## [Task goal]
Quote, exactly, the line holding "This screenshot has width=868, height=373." and all lines after it to the end of the records below. Exclude pictures.

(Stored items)
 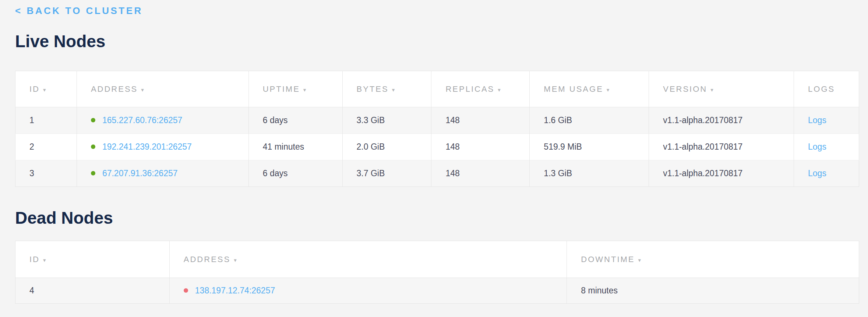 I want to click on column-label: BYTES, so click(x=373, y=89).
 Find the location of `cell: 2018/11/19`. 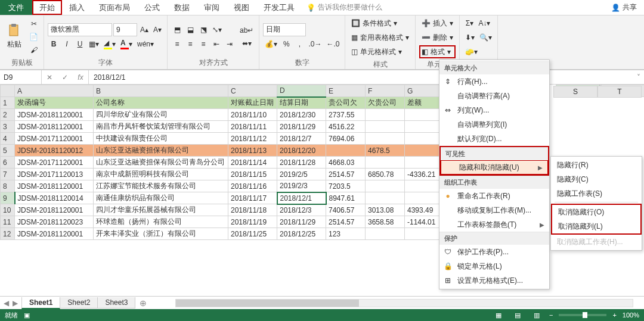

cell: 2018/11/19 is located at coordinates (253, 222).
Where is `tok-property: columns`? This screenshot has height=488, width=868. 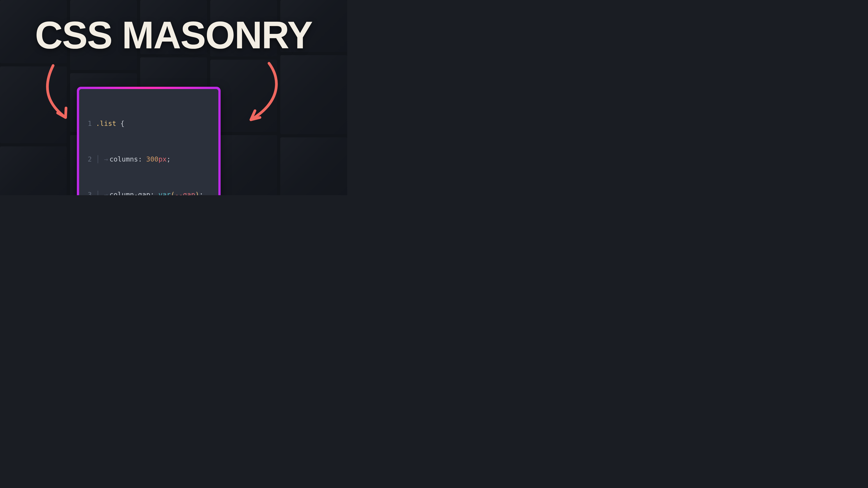
tok-property: columns is located at coordinates (124, 159).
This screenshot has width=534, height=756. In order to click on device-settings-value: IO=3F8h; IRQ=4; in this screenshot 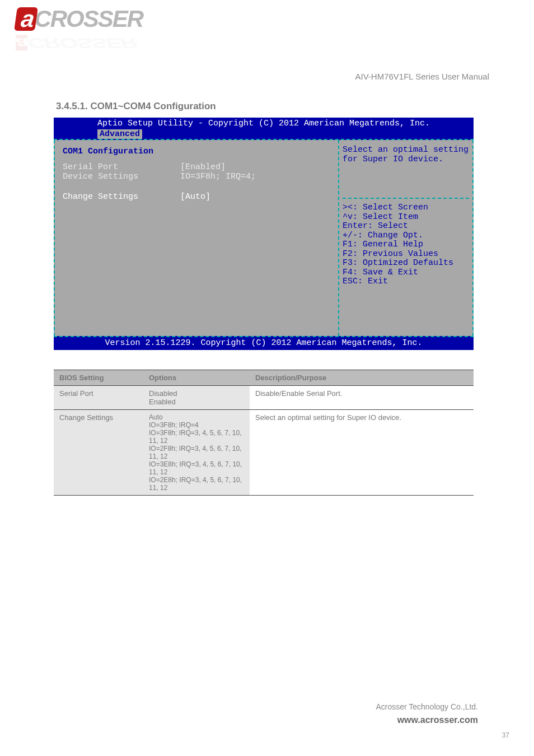, I will do `click(255, 177)`.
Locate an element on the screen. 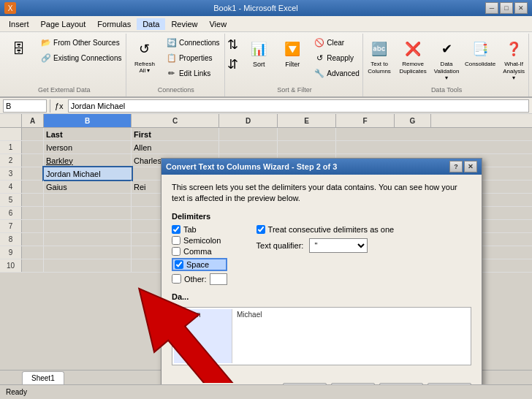 Image resolution: width=532 pixels, height=399 pixels. space-checkbox is located at coordinates (179, 265).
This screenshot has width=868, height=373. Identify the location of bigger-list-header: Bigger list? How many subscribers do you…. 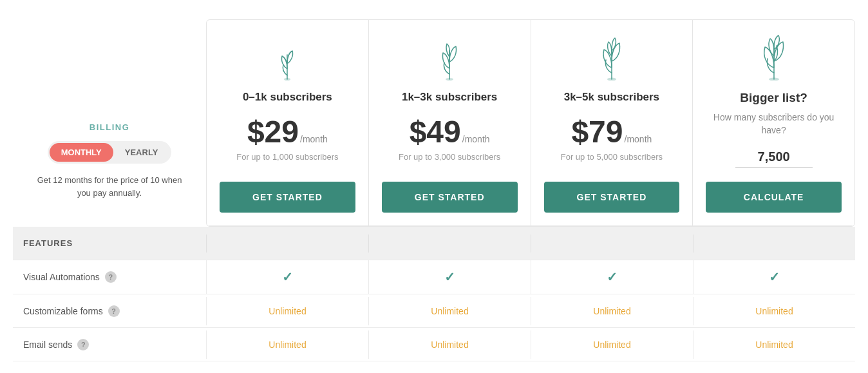
(774, 123).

## [Solution to this task]
This screenshot has width=868, height=373. Identify the location of bigger-list-header: Bigger list? How many subscribers do you…. 
(774, 123).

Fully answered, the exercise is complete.